HOGDescriptor: human detection dataset [closed]
Hi,
I have a little question concerning opencv implementation and maybe someone here knows the answer.
I’m using the HOGDescriptor class for human detection and I’d like to know how was trained the openCV SVM for human body detection: is it with the INRIA dataset (http://pascal.inrialpes.fr/data/human/) or something else?
I’ve searched on the opencv documentation and stackoverflow but I haven’t found what I was looking for.
The problematic behind this question is that I don't get good detection results with the OpenCV dataset and I'd like to know if it could be a good idea to try to train my own SVM with another dataset.
I'm not sure but I think
getDefaultPeopleDetector()
was trained with INRIA. There's another alternative,getDaimlerPeopleDetector()
, that as you would imagine was trained with Daimler dataset (careful if you're going to use it, HOG window has to be 48x96)@LorenaGdL as far as I know you are correct for the Daimler one, however the default one works well for upfront and backfront facing positions, but not for side views, so I am not really sure it is made based on INRIA.
That being said, HOG+SVM is so outperformed these days ... for efficient pedestrian detection, move to something like DPM, ICF, ACF, ...
Thanks for your answers! @StevenPuttemans I suppose that none of the alternatives you mentioned are provided by OpenCV?
There was a GSoC that reimplemented the DPM model, but have not tried it before. There is also work being done on ICF and ACF, however people still report bad performance over the original matlab based code. The goal was to let a GSoC work on that too, but I have not seen any progress on it.
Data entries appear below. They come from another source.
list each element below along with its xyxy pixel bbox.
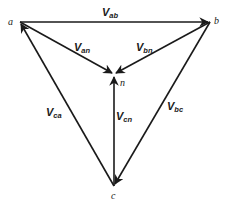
svg-text:Vbc: Vbc	[167, 100, 184, 114]
node-label-c: c	[111, 190, 116, 201]
svg-text:Van: Van	[74, 41, 91, 55]
node-label-n: n	[120, 77, 125, 88]
phasor-diagram: a b n c Vab Van Vbn Vca Vcn Vbc	[0, 0, 229, 204]
svg-text:Vcn: Vcn	[116, 110, 133, 124]
node-label-a: a	[8, 16, 13, 27]
edge-label-vca: Vca	[46, 106, 62, 120]
svg-text:Vab: Vab	[102, 6, 119, 20]
edge-label-van: Van	[74, 41, 91, 55]
edge-label-vbn: Vbn	[136, 41, 153, 55]
edge-label-vbc: Vbc	[167, 100, 184, 114]
edge-label-vcn: Vcn	[116, 110, 133, 124]
svg-text:Vca: Vca	[46, 106, 62, 120]
edge-vbc	[115, 22, 210, 184]
svg-text:Vbn: Vbn	[136, 41, 153, 55]
edge-label-vab: Vab	[102, 6, 119, 20]
node-label-b: b	[214, 15, 219, 26]
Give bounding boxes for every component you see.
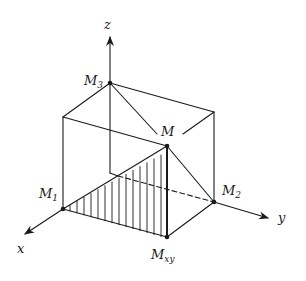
point-M1 [61, 207, 66, 212]
segment-M1-M [63, 146, 167, 209]
point-M2 [212, 200, 217, 205]
label-M3: M3 [84, 74, 103, 90]
point-M3 [108, 81, 113, 86]
point-Mxy [165, 235, 170, 240]
label-M1: M1 [39, 187, 58, 203]
segment-M-M2 [167, 146, 214, 202]
z-axis-label: z [104, 18, 111, 31]
y-axis [214, 202, 268, 218]
label-M2: M2 [222, 184, 241, 200]
x-axis [25, 209, 63, 234]
point-M [165, 144, 170, 149]
rectangular-box-diagram [0, 0, 306, 281]
label-M: M [161, 125, 174, 138]
x-axis-label: x [17, 242, 24, 255]
y-axis-label: y [278, 211, 285, 224]
label-Mxy: Mxy [151, 248, 174, 264]
box-edges [63, 83, 214, 237]
segment-M3-M [110, 83, 157, 134]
@StevenPuttemans: I never really thought much about it and always considered the first default detector would be based in INRIA, but what you say is indeed true so who knows what they used... About ICF and ACF, what exactly are the problems right now? I was just about to try them, so knowing issues or bad reports would be helpful
I have a PhD collegue working on pedestrian detection who says that the OpenCV ICF implementation works for about 75% of the given samples, whereas the original ICF detector in matlab yields 90%+ detections.
@StevenPuttemans: thanks :) Good to know what to expect
dpm module (formerly known as latentsvm), inria set is provided there already, for VOCXXX models (including another person set see here )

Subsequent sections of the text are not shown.